ItalStallion,
That is an excellent update. Well done.
For younger women, I would like to add a bit of advice from both personal and professional perspectives. For the first several years of menstruating, the period tends to be quite erratic. My first one (at 12) was little more than spotting; two weeks later, a fairly full flow; then waited and waited. Over six weeks later, another one and then two weeks later and so on. Puberty and adolescence is a time of rebalancing hormones and it takes the body a while to get it right.
As long as the period is erratic, so is ovulation. When you read about when ovulation occurs, that is for a woman with her hormones stabilized and a regular period. Teens are at higher risk for unwanted pregnancy because you never know when they are fertile. You may even become pregnant during your period. Breast development is continuing and often women do not reach their full size until twenty or so. I added a full cup after I was 20. Other body development may be continuing as well - hips, shoulder slope, hair growth.

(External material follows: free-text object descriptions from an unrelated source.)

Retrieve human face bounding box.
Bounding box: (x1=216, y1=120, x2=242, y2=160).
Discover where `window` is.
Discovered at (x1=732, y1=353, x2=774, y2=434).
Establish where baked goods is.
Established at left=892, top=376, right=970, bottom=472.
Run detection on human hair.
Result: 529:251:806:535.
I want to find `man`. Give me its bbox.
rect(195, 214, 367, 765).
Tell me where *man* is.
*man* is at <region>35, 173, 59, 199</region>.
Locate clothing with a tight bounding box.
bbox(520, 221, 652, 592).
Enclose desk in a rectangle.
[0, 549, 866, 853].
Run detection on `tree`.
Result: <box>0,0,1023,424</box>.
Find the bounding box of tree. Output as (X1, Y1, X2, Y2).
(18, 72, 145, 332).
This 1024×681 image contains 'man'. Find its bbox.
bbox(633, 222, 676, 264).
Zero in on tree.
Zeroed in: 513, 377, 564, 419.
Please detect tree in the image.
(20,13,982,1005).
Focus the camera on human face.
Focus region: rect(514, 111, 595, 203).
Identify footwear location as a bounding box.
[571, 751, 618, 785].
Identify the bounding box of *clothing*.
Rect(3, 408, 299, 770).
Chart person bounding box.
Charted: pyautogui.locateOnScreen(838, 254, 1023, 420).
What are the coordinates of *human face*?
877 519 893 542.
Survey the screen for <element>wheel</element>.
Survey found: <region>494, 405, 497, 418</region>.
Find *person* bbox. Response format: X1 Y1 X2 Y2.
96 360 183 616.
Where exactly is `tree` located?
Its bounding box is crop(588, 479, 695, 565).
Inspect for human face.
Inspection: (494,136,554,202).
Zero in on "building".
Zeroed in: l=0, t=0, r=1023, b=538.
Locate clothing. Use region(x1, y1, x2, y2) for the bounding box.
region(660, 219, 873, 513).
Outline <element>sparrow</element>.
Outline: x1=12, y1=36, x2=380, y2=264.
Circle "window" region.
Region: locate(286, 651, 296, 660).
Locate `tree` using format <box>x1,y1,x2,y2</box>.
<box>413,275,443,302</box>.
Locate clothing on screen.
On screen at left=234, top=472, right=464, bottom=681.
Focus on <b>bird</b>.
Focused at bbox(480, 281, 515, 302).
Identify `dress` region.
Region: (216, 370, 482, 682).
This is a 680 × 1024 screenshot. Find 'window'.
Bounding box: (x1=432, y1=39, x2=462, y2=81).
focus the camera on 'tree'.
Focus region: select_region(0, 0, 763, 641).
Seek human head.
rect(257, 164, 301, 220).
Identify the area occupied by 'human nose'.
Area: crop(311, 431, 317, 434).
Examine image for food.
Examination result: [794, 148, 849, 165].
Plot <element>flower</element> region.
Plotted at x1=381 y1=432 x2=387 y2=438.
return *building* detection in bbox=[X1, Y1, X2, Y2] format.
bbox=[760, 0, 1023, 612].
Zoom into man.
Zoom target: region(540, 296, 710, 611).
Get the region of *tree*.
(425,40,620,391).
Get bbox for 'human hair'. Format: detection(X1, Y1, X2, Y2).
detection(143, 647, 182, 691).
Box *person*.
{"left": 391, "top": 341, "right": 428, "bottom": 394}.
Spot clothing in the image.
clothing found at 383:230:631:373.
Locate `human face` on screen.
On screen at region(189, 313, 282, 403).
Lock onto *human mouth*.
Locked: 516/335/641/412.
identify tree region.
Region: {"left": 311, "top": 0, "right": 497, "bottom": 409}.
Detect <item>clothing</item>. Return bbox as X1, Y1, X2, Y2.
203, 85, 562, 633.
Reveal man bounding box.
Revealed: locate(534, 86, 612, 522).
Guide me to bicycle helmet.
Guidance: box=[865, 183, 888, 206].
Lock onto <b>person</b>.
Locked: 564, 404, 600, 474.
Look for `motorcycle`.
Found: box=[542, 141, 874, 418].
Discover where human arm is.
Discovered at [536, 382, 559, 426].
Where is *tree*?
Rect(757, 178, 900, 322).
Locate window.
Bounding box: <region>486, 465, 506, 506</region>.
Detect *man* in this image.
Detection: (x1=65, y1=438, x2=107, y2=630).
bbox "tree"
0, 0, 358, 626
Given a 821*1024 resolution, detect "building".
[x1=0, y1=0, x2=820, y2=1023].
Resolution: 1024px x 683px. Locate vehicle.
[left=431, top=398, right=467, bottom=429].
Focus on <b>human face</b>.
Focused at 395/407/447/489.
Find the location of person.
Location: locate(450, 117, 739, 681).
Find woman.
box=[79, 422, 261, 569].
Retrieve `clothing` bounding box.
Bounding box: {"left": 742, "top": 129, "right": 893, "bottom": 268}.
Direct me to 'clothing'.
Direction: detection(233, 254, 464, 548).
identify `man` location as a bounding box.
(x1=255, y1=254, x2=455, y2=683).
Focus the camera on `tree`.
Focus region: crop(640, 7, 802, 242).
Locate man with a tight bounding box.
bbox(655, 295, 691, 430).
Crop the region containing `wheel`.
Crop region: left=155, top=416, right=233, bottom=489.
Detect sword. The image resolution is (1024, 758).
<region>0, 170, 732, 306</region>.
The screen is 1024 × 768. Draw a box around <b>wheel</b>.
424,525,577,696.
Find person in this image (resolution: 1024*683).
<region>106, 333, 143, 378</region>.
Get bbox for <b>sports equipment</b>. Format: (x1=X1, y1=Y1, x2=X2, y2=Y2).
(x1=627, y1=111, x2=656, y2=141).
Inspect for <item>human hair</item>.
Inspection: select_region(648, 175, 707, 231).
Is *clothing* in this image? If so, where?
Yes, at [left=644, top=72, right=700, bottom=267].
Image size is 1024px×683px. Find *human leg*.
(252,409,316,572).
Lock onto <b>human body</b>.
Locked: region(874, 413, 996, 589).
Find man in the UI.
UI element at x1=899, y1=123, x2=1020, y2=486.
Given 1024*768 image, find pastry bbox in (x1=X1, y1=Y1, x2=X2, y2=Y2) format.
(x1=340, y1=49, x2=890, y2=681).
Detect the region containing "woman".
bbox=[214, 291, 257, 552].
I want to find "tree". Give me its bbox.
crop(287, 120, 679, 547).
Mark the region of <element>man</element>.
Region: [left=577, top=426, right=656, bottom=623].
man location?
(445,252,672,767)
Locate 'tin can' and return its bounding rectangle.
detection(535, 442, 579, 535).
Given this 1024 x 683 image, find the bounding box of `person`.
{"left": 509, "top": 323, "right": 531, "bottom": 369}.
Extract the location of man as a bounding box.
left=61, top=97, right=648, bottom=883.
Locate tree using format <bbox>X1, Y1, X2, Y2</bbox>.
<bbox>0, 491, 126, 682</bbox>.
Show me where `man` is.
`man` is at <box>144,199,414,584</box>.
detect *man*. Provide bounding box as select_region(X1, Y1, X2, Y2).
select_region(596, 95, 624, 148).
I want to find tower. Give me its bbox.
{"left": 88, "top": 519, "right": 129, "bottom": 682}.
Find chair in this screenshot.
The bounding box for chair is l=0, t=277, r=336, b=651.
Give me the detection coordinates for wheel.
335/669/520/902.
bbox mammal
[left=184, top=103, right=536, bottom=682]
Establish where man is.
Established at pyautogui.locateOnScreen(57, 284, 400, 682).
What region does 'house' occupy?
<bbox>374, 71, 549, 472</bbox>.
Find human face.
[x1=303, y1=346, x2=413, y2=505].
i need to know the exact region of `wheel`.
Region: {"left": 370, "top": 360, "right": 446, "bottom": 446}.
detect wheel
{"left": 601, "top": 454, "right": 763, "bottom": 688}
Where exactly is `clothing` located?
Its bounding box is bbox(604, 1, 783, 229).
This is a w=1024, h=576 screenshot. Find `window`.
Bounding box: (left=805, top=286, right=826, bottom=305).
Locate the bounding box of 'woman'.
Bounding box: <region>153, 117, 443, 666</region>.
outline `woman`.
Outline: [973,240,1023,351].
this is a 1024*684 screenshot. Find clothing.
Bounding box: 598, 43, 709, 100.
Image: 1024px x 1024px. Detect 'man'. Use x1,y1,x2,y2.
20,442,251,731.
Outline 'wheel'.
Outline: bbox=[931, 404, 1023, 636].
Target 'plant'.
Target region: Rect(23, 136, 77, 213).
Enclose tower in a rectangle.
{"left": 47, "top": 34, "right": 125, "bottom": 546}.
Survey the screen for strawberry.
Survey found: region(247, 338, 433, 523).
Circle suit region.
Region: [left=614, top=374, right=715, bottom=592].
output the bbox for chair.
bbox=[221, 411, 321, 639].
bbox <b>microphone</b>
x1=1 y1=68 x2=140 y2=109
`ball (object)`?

Teen women still need nutrients to assist in this continued growth. They need the same nutrients that a baby would need in their womb. Teen pregnancies take a serious toll on both mother and child because they are competing for the same food supply. The result is underweight babies and stunted mothers. Both have problems in ater life.
The development of the genitals, though invisible, is also important. At the beginning, the vaginal walls are rather thin and inelastic and dry. By the end of the several year process the walls of the vagina have thickened and become very elastic with a natural lubrication usually there in small amounts and lots more "on call." The vagina, then, is also maturing. The entrance of a penis may be no big deal early in maturation but getting a baby out through a rather non-stretchy vagina is a real problem.
Stallion has given you an excellent time-line. You notice how broad some of the ranges are because we each develop at our own rate. I thought I would never get breasts! And, more importantly, there are greater risks in sex than we think when our bodies seem to have matured.